What Is MOQ?
MOQ stands for Minimum Order Quantity. It is the smallest number of units a factory will produce per style, per color, or per fabric setup. MOQ is the single biggest reason emerging apparel brands struggle to get a quote.
Why MOQs exist
A factory's costs are mostly fixed per run. Setup time on a knitting machine, dye lot minimums for color matching, marker-and-cut planning, sample-room engineering, and pattern grading all consume the same labor whether you produce 500 units or 50,000. A factory at 500 units loses money. At 5,000 units, the factory breaks even. At 50,000 units, the factory profits and quotes you accordingly.
MOQ is the threshold below which a factory chooses not to produce, because the per-unit overhead allocation makes the price uncompetitive for the brand and unprofitable for the factory.
Typical apparel MOQs
Numbers vary enormously by category and factory type. As a rough field guide:
- T-shirts and basic knits: 500 to 2,000 units per color per size break at most factories. Vertically integrated factories with in-house knitting can go lower.
- Cut-and-sew woven shirts: 800 to 1,500 units per color.
- Activewear and leggings: 1,000 to 3,000 per color (higher because of four-way-stretch fabric setup costs).
- Swimwear: 500 to 1,500 per print or color.
- Intimates and lingerie: 1,500 to 5,000 per style (high construction complexity).
- Outerwear: 300 to 1,000 per color (lower-volume category, lower factory volume expectations).

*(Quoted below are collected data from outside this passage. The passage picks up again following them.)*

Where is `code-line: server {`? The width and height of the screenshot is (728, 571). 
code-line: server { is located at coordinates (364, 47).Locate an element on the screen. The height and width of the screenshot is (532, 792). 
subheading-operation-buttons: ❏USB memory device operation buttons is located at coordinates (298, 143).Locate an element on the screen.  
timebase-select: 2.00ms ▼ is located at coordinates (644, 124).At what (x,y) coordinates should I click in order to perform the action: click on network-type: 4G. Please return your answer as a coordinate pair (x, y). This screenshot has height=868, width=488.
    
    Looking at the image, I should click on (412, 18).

- Premium denim: 500 to 1,500 per wash.
These are guidelines, not gospel. Sourcing agents will quote you 5,000-unit MOQs as standard practice. Vertically integrated factories that own knitting and dyeing can frequently quote 500-unit MOQs for the same garment.
What drives MOQ down
Five things let a factory accept smaller orders without losing money:
- In-house knitting. A factory that owns its own circular knitting can knit a small fabric run without paying a third-party mill's per-meter minimum.

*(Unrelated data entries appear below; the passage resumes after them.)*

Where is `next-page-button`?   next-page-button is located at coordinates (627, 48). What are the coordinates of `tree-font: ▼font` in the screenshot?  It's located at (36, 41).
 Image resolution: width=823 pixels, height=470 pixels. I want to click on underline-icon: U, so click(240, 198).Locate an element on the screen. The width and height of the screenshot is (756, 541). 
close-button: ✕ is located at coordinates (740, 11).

- In-house dyeing. Smaller dye-lot minimums when you own the dyeing line. Third-party dyehouses require 200 to 500 kg minimums per color.
- Same fabric across multiple styles. A 1,000-yard fabric run that powers four styles at 250 units each can hit factory math.
- Off-the-shelf fabric. Using a fabric the factory already has in stock from another brand's order eliminates the knitting/dyeing setup entirely.
- A factory hungry for portfolio fit. Factories sometimes accept lower MOQs from brands whose growth trajectory they want to be on for the next 10 years.
Why low-MOQ promises from agents are usually false
When an agent advertises a 100-unit or 200-unit MOQ, they are typically aggregating orders across multiple brands in the same fabric. Your 100 units get bundled with someone else's 900. Quality suffers. Lead times stretch. The "low MOQ" comes at the cost of control, traceability, and consistency.
Ohzehn MOQs
We own knitting, dyeing, cutting, and sewing in-house. MOQ flexibility is a function of the fabric and category, not a fixed policy. For most knits we can quote a real run starting at 500 units per color. For wovens and intimates the floor is closer to 1,000. We give a real MOQ number on a 72-hour quote, not a brochure-page number.
Related terms
- What is a tech pack covers the document that determines whether a factory can quote MOQ at all.
- What is GSM in fabric is the fabric-weight spec that drives fabric runs and therefore MOQs.
- Agent vs direct factory sourcing walks through why agent-quoted MOQs and factory-quoted MOQs differ.
Have a tech pack or a sourcing question?
72-hour quote turnaround. Direct factory access. No agent in the middle.